As to the charges that the material contained in the email was unrelated to the course, Robinson responded: “How in the world the invasion of Gaza in January is unrelated to a course on global affairs in the same month is absolutely beyond my comprehension!”
The UCSB catalogue describes the course as a “[s]urvey of the principal theories and debates in globalization studies, with a focus on economic, political and cultural transnational processes.” According to this description, the military occupation of one sovereign territory by another is clearly highly relevant to such a course.
“On March 9,” Robinson pointed out, “Abraham Foxman, the president of the ADL convenes a meeting on the campus of the University of California Santa Barbara with about ten faculty members and two deans. Some people at the meeting assume the purpose of the meeting was to search for a chair of the Jewish Studies program, but when the meeting starts, Foxman announces that the only thing on his agenda is the demand that I be prosecuted.
“On March 25 the university announces it is opening up a formal inquiry, a formal investigation of me and bringing me up on charges of possible violation of the faculty code of conduct. What is going on here is a tremendous assault on academic freedom; an assault in which the community has been complicit, and an assault which has been orchestrated from outside the university by the Israel lobby.
“What became clear is that the entire grievance process had been orchestrated from the outside by the Israel lobby. This is part of a more systematic campaign. The Israel lobby goes after anyone and everyone that criticizes the state of Israel.
“What is particularly egregious in this case,” says Robinson, “is that the University of California Santa Barbara is undermining academic freedom, bringing shame to the university. Some university officials have been complicit with this attack against me and this attack against academic freedom. We have documented a whole series of procedural irregularities.”
Professor Robinson has received strong support from students and professors on the campus, as well as concerned members of the local community.
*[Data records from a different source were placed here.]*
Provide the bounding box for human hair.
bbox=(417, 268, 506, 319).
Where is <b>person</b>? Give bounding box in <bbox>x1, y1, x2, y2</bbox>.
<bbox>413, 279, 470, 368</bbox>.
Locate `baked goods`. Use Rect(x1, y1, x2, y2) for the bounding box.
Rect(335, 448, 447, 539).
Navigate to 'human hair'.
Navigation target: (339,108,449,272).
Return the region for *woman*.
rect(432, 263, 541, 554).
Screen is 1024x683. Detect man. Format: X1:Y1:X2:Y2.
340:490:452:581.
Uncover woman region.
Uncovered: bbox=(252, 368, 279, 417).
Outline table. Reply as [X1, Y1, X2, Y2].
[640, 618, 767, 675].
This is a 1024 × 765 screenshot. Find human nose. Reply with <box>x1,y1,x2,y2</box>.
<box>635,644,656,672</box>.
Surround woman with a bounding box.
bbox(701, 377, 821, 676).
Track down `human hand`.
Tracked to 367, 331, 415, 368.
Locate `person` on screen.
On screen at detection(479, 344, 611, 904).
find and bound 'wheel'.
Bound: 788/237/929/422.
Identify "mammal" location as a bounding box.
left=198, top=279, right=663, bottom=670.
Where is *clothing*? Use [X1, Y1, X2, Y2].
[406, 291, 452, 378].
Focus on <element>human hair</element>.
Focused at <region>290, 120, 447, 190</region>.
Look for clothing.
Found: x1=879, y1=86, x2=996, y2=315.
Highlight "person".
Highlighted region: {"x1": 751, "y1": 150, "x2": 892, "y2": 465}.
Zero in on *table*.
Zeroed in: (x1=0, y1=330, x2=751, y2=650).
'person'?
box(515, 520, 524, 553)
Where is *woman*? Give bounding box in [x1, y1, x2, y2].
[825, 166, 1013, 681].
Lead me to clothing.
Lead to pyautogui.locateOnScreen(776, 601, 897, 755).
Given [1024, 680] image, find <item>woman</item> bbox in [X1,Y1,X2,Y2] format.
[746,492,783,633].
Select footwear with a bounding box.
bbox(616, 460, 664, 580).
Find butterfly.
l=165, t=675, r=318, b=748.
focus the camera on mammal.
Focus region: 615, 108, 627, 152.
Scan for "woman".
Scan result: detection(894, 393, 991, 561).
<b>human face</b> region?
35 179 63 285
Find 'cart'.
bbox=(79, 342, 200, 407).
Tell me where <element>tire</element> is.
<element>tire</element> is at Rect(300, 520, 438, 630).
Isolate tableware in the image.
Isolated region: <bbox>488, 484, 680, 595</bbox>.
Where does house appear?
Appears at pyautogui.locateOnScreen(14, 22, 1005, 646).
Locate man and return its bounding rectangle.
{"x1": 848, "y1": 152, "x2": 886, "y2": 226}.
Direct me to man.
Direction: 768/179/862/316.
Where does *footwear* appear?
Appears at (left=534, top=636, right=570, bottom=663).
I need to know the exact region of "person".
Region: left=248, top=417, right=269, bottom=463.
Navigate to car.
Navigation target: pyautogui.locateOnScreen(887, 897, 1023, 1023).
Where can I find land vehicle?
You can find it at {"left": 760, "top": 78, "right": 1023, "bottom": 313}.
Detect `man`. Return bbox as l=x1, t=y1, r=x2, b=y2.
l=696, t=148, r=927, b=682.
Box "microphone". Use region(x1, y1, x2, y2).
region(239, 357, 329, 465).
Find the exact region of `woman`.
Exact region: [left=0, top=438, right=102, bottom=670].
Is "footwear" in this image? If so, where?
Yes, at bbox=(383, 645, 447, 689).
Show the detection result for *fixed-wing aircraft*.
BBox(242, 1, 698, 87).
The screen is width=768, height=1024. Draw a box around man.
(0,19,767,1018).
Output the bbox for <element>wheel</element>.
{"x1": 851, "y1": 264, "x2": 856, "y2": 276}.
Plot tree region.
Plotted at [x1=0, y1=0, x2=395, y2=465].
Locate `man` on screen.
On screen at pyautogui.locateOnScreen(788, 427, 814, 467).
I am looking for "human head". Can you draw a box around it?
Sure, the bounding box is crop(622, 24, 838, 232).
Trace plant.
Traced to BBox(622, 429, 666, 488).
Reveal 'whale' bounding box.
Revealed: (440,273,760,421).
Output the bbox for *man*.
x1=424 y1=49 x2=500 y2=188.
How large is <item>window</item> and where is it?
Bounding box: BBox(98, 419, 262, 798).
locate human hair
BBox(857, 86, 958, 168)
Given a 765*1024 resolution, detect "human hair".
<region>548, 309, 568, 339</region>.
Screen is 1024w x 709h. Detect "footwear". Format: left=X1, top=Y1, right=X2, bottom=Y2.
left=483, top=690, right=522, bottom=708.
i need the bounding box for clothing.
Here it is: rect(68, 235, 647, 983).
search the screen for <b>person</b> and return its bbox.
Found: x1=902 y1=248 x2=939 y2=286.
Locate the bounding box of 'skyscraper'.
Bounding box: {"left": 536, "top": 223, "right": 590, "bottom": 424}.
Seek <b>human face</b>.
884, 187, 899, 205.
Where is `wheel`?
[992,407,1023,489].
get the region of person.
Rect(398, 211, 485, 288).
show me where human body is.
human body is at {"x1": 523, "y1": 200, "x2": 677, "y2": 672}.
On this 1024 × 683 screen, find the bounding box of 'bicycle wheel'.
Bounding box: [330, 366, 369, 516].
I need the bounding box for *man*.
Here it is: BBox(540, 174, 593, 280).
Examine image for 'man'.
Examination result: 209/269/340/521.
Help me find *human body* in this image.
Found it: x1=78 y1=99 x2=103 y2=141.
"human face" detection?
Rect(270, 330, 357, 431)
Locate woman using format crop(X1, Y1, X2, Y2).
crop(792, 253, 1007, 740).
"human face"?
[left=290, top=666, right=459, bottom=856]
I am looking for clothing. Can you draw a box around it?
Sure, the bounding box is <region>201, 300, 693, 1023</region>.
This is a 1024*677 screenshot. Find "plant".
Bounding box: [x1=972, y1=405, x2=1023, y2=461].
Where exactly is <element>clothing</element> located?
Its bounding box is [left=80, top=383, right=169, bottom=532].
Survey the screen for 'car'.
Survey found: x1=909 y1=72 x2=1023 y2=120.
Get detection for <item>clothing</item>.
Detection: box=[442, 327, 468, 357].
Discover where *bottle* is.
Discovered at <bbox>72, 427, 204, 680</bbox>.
A group of students created the Committee To Defend Academic Freedom at UCSB and launched a Web site documenting up-to-date details of the Robinson case and mobilizing resources to counter the pro-Israeli forces. “Students on the campus, graduates and undergraduates, when they heard of this, became enraged,” says Robinson. “They feel that the integrity of their own education is under threat.”
A forum to discuss academic freedom originally scheduled to take place on the campus of UCSB on May 7 was put off until May 21 to make arrangements to accommodate a larger audience due to the amount of popular interest over the Robinson case within the Santa Barbara community.